Gilgamesh: Understanding His-Story
In the story of Gilgamesh, individuals are not single human people, they are entire peoples. So when we read about a young man of a noble family, in a council and temple-run city who partners with an unwashed mountain man. Remember the mountain man named Enkidu is entire armies with amazing new weapons of bronze, never seen before; an army of cavalry numbers untold before, When Gilgamesh says 'I' he means all the people he controls.
When Gilgamesh and Enkidu say they fight the strange and horrible Humbaba, they are fighting all the people protecting their forests from invaders' axes. When Enkidu is made partially civilized by lying with a woman, that is all the women given to the barbarians to appease them in the country side, much like China did later with ancestors of the European Huns. The logic was always to hope human exchange would raise 'normal language' speaking children, and teach settled ways to the uncontrollable nomads in the hinterlands.
When Gilgamesh and Enkidu say they fight the strange and horrible Humbaba, they are fighting all the people protecting their forests from invaders' axes. When Enkidu is made partially civilized by lying with a woman, that is all the women given to the barbarians to appease them in the country side, much like China did later with ancestors of the European Huns. The logic was always to hope human exchange would raise 'normal language' speaking children, and teach settled ways to the uncontrollable nomads in the hinterlands.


Required work:
Could you restate the entries below word for word and leave the images out?

[Figure content listings]

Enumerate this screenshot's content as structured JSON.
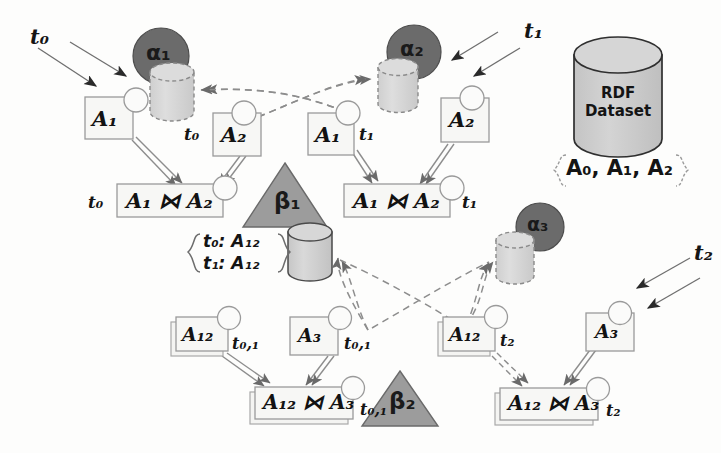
{
  "figure": {
    "background_color": "#fdfdfc",
    "colors": {
      "alpha_circle_fill": "#6b6b6b",
      "beta_triangle_fill": "#9c9c9c",
      "cylinder_dashed_fill": "#d8d8d8",
      "cylinder_solid_fill": "#d0d0d0",
      "dataset_fill": "#cfcfcf",
      "box_fill": "#f7f7f5",
      "stroke": "#5a5a5a",
      "dark_stroke": "#2a2a2a",
      "text": "#141414"
    }
  },
  "dataset": {
    "label_line1": "RDF",
    "label_line2": "Dataset",
    "contents": "A₀, A₁, A₂",
    "brace_left": "{",
    "brace_right": "}"
  },
  "operators": {
    "alpha1": "α₁",
    "alpha2": "α₂",
    "alpha3": "α₃",
    "beta1": "β₁",
    "beta2": "β₂"
  },
  "time_markers": {
    "t0": "t₀",
    "t1": "t₁",
    "t2": "t₂",
    "t01": "t₀,₁"
  },
  "boxes": [
    {
      "id": "a1-left-top",
      "text": "A₁",
      "time": "",
      "stacked": false
    },
    {
      "id": "a2-mid-top",
      "text": "A₂",
      "time": "t₀",
      "stacked": false
    },
    {
      "id": "a1-mid-top",
      "text": "A₁",
      "time": "t₁",
      "stacked": false
    },
    {
      "id": "a2-right-top",
      "text": "A₂",
      "time": "",
      "stacked": false
    },
    {
      "id": "join-left",
      "text": "A₁ ⋈ A₂",
      "time": "t₀",
      "stacked": false
    },
    {
      "id": "join-right",
      "text": "A₁ ⋈ A₂",
      "time": "t₁",
      "stacked": false
    },
    {
      "id": "a12-left-bot",
      "text": "A₁₂",
      "time": "t₀,₁",
      "stacked": true
    },
    {
      "id": "a3-left-bot",
      "text": "A₃",
      "time": "t₀,₁",
      "stacked": false
    },
    {
      "id": "a12-right-bot",
      "text": "A₁₂",
      "time": "t₂",
      "stacked": true
    },
    {
      "id": "a3-right-bot",
      "text": "A₃",
      "time": "",
      "stacked": false
    },
    {
      "id": "join-bot-left",
      "text": "A₁₂ ⋈ A₃",
      "time": "t₀,₁",
      "stacked": true
    },
    {
      "id": "join-bot-right",
      "text": "A₁₂ ⋈ A₃",
      "time": "t₂",
      "stacked": true
    }
  ],
  "set_note": {
    "brace_left": "{",
    "brace_right": "}",
    "line1": "t₀: A₁₂",
    "line2": "t₁: A₁₂"
  },
  "arrow_annotations": [
    {
      "label": "t₀",
      "position": "top-left"
    },
    {
      "label": "t₁",
      "position": "top-right"
    },
    {
      "label": "t₂",
      "position": "middle-right"
    }
  ]
}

Written reply:
Enumerate this screenshot's content as structured JSON.
{
  "figure": {
    "background_color": "#fdfdfc",
    "colors": {
      "alpha_circle_fill": "#6b6b6b",
      "beta_triangle_fill": "#9c9c9c",
      "cylinder_dashed_fill": "#d8d8d8",
      "cylinder_solid_fill": "#d0d0d0",
      "dataset_fill": "#cfcfcf",
      "box_fill": "#f7f7f5",
      "stroke": "#5a5a5a",
      "dark_stroke": "#2a2a2a",
      "text": "#141414"
    }
  },
  "dataset": {
    "label_line1": "RDF",
    "label_line2": "Dataset",
    "contents": "A₀, A₁, A₂",
    "brace_left": "{",
    "brace_right": "}"
  },
  "operators": {
    "alpha1": "α₁",
    "alpha2": "α₂",
    "alpha3": "α₃",
    "beta1": "β₁",
    "beta2": "β₂"
  },
  "time_markers": {
    "t0": "t₀",
    "t1": "t₁",
    "t2": "t₂",
    "t01": "t₀,₁"
  },
  "boxes": [
    {
      "id": "a1-left-top",
      "text": "A₁",
      "time": "",
      "stacked": false
    },
    {
      "id": "a2-mid-top",
      "text": "A₂",
      "time": "t₀",
      "stacked": false
    },
    {
      "id": "a1-mid-top",
      "text": "A₁",
      "time": "t₁",
      "stacked": false
    },
    {
      "id": "a2-right-top",
      "text": "A₂",
      "time": "",
      "stacked": false
    },
    {
      "id": "join-left",
      "text": "A₁ ⋈ A₂",
      "time": "t₀",
      "stacked": false
    },
    {
      "id": "join-right",
      "text": "A₁ ⋈ A₂",
      "time": "t₁",
      "stacked": false
    },
    {
      "id": "a12-left-bot",
      "text": "A₁₂",
      "time": "t₀,₁",
      "stacked": true
    },
    {
      "id": "a3-left-bot",
      "text": "A₃",
      "time": "t₀,₁",
      "stacked": false
    },
    {
      "id": "a12-right-bot",
      "text": "A₁₂",
      "time": "t₂",
      "stacked": true
    },
    {
      "id": "a3-right-bot",
      "text": "A₃",
      "time": "",
      "stacked": false
    },
    {
      "id": "join-bot-left",
      "text": "A₁₂ ⋈ A₃",
      "time": "t₀,₁",
      "stacked": true
    },
    {
      "id": "join-bot-right",
      "text": "A₁₂ ⋈ A₃",
      "time": "t₂",
      "stacked": true
    }
  ],
  "set_note": {
    "brace_left": "{",
    "brace_right": "}",
    "line1": "t₀: A₁₂",
    "line2": "t₁: A₁₂"
  },
  "arrow_annotations": [
    {
      "label": "t₀",
      "position": "top-left"
    },
    {
      "label": "t₁",
      "position": "top-right"
    },
    {
      "label": "t₂",
      "position": "middle-right"
    }
  ]
}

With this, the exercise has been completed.